[[ Data shown open ]]
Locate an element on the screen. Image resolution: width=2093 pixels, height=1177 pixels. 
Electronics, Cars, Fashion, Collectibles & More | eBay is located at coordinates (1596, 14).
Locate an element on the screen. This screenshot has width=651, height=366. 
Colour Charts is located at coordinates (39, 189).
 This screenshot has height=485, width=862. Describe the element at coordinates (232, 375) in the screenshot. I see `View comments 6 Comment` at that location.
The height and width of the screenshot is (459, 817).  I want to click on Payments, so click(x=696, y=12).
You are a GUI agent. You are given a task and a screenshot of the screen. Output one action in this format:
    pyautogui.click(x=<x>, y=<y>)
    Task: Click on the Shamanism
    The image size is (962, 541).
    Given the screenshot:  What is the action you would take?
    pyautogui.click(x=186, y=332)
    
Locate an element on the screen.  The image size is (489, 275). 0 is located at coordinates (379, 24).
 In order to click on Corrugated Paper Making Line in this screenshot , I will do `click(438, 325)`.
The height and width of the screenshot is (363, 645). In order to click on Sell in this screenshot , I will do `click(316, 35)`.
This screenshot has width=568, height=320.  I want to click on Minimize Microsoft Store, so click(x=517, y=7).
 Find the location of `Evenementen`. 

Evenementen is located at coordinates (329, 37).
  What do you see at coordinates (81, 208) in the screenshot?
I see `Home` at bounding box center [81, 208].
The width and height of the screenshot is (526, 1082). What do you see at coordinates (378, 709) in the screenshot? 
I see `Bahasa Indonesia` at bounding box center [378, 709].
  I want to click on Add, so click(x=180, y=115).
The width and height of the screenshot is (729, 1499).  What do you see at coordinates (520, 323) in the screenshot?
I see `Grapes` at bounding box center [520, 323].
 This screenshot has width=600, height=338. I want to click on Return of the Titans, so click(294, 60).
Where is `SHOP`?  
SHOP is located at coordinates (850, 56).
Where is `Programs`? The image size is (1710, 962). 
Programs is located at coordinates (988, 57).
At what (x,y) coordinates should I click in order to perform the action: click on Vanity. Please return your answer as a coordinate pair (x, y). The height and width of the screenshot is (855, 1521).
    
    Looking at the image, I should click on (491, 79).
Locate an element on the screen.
[[ Data shown closed ]]
What is being asked
State how many lines of the listing hold the string "will"; reply with the number and nothing else.

Task solution
2